Don’t let your dogs eat tampons
It’s a fact and its been confirmed: Do not let your dog eat your tampons ladies. It’s disgusting!
Last week I extracted a tampon from a dog’s small intestine. Really. But, to be honest, it was not the tampon that caused the bulk of the problem. The feminine hygiene product’s stringy supplement was mostly to blame, wreaking havoc in my patient’s circuitous digestive apparatus by way of its ability to effectively accordion her bowels.
Most people I know that hear this dog-meets-tampon story admit it’s not just horribly disgusting but totally entertaining, too. Gross-out humor is too darn popular these days.
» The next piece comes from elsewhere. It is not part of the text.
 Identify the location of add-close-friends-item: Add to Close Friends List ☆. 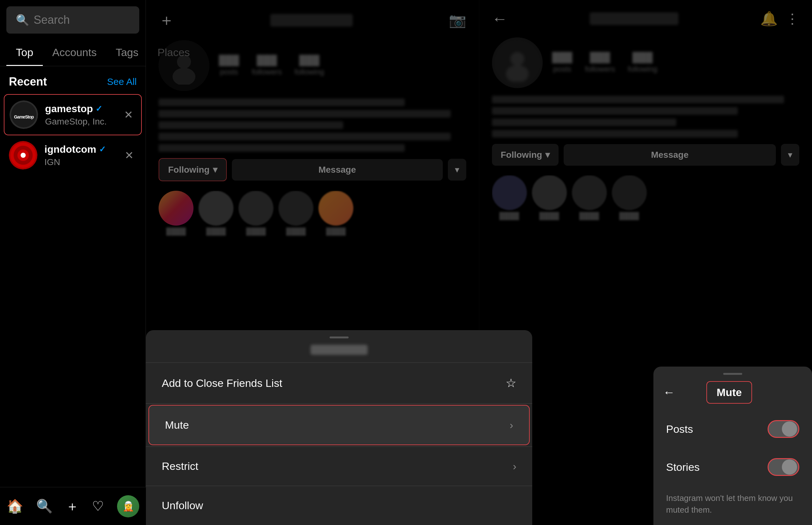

But it’s not just that. The fact that our patients will eat all kinds of random things is an endless source of amusement for us.
Sure, it’s not funny when we’re taking X-ray after X-ray trying to figure out whether there’s something in there or not. And it’s certainly not funny when we’re cutting multiple holes into their intestines in the process of getting random stuff out. But the strange truth is this: Veterinarians are often proud — way proud — of the fact that we can save our patients’ lives by extracting strange things from their guts.
I know, I know, it’s weird. But hey, it’s the God-honest truth. Why else would a leading veterinary trade magazine host an annual “What the heck did you find in Fido?” contest?
Though I can’t offer you a taste, seeing as this issue is not yet available online, let it suffice to say that all of the ten-plus entries listed in the article bested my tampon story to the extreme. (Here are the winners of 2009.)
For example, the winner ate ten handballs. As in, ten big black balls about the size of a smallish orange. They filled the stomach. And somehow didn’t cause too much of a problem — which is a shocking thing to consider. The runners-up? They ate sewing needles and Gorilla glue and baby toys and all kinds of things you might consider horribly indigestible. None of them, however, consumed a tampon.
So how could a publication of such eminence neglect such an obviously “interesting” example of a gastrointestinal foreign body?
Well … perhaps because tampon consumption is so damn common in dogs that no one cares to air such dirty laundry anymore. I mean, why bring that kind of gross-out stuff to the fore when there’s so much entertainment to be had with big black handballs?
Dr. Patty Khuly ( a person who cares about tampons and dogs)
My basset hound got into the bathroom trash and ate and an unknown number of ahm… tampons. This was on Monday and all this week she has been lethargic, not eating and barley drinking. Finally today (Thursday) she threw up 3 of them outside. By the time I got some plastic bags to pick them up, the dumb dog ate them again.
Did a quick search and read to give them 1 tbsp of peroxide per 10 pounds of dog. I put it in a empty water bottle and poured it down her throat. She started sputtering and about a minute later she threw up a pile of 11 of them!! I wish that I would have done this days ago, the poor thing.
Lesson: throw those things in a small trash can under the sink with a door. And if she ever does it again, induce vomiting right away…
Our bulldog ate a tampon years ago and it damn near killed him. Good article.